Winning Communication Strategy + Userlane: The Perfect Combination to Eliminate Resistance to Change
Digital transformation is about personalized human experiences. Data collection and utilization are ways in which companies boost customer intimacy and customer journey optimization.
The success of change management processes is directly connected to effective communication that promotes a radical shift in mentality.
Technology is just a tool that allows companies to execute their new strategy.
And being digital is no longer enough: Organizations and employees need to be prepared for continuous change and disruptions. This is only achieved by understanding the rationale behind change and making sure you get the right support to immediately adapt to new processes.
With interactive guidance, software training becomes empowering, organic, and effortless.
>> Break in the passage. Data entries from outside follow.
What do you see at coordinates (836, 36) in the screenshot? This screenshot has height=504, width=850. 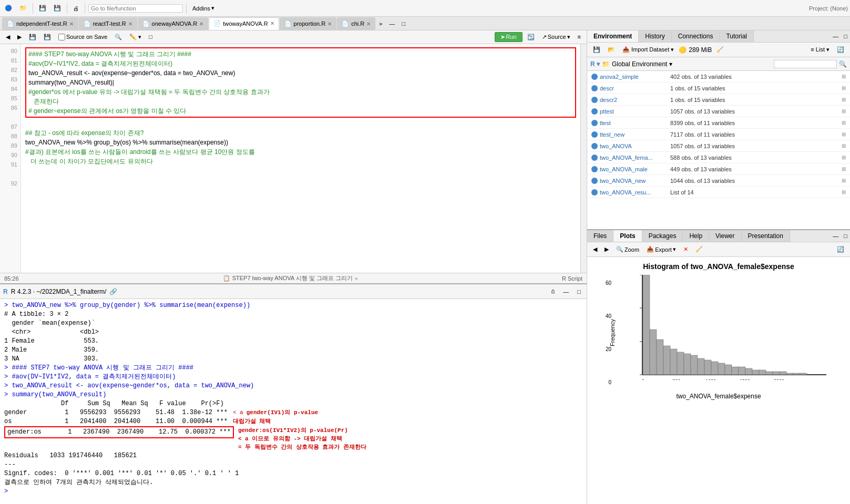 I see `env-min-btn: —` at bounding box center [836, 36].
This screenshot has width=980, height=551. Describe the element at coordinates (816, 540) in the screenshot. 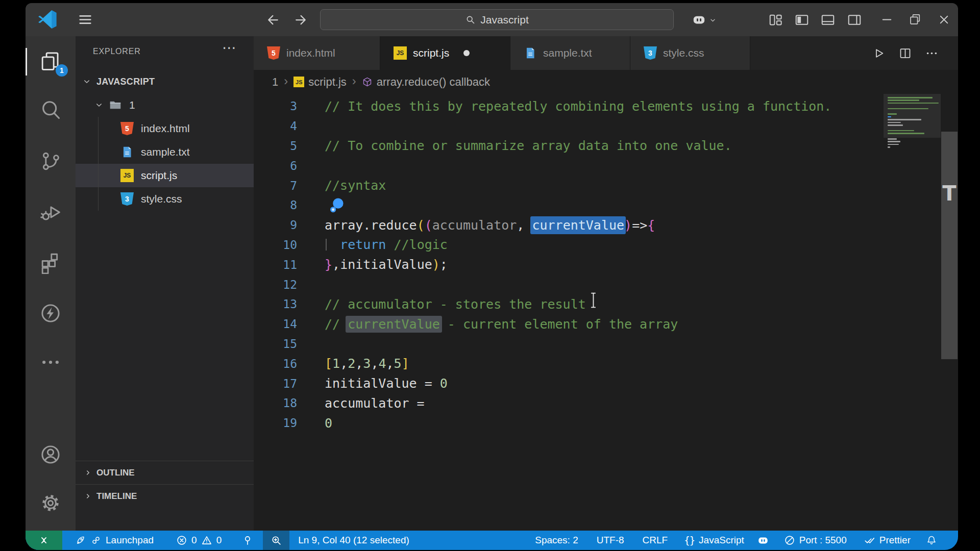

I see `port-status: Port : 5500` at that location.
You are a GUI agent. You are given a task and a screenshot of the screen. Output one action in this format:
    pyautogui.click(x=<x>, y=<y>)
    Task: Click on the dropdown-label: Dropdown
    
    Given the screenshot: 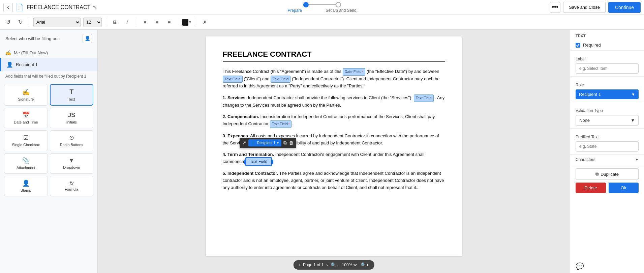 What is the action you would take?
    pyautogui.click(x=71, y=167)
    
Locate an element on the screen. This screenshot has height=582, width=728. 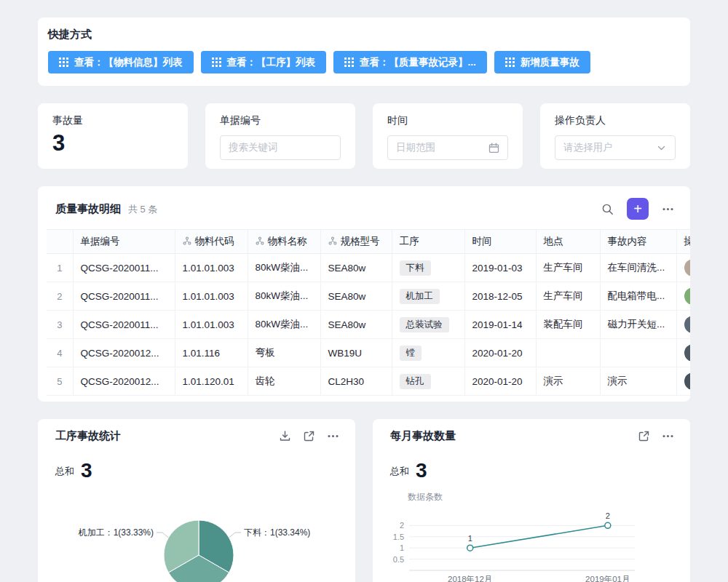
line-total-label: 总和 is located at coordinates (400, 473).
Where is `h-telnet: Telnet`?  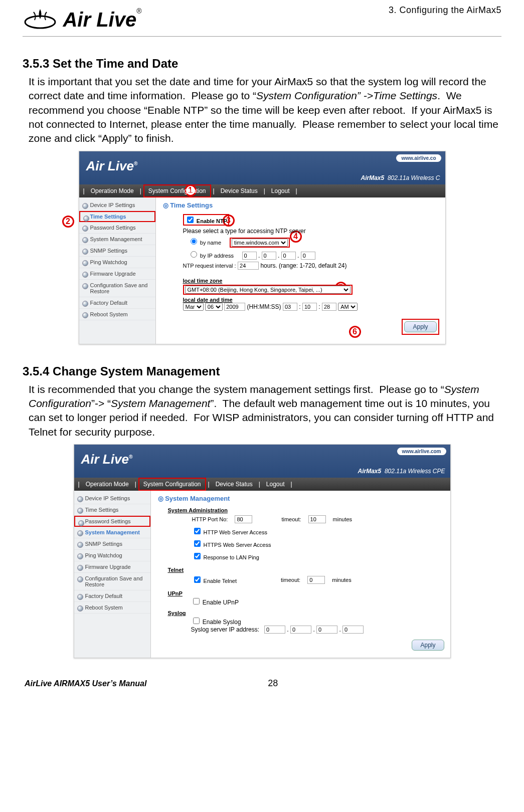 h-telnet: Telnet is located at coordinates (306, 570).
Communication drives awareness and desire, while electronic performance support guarantees knowledge, ability, and reinforcement in the ADKAR change management model.
With a positive experience from the very start, users are motivated to continue exploring the new software application and interact with more complex features while relying on the constant support of their on-screen digital assistant.
This eliminates uncertainty and insecurity leading to experimentation, commitment, and habit formation (commitment).
Userlane is a powerful Digital Adoption Platform with a functionality that revolves around a positive human experience.
That’s why large organizations worldwide already use our software to fight resistance to change and drive software adoption.
Find out more by reading how Userlane helped Deutsche Bahn with a fivefold increase in productivity through immediate software adoption.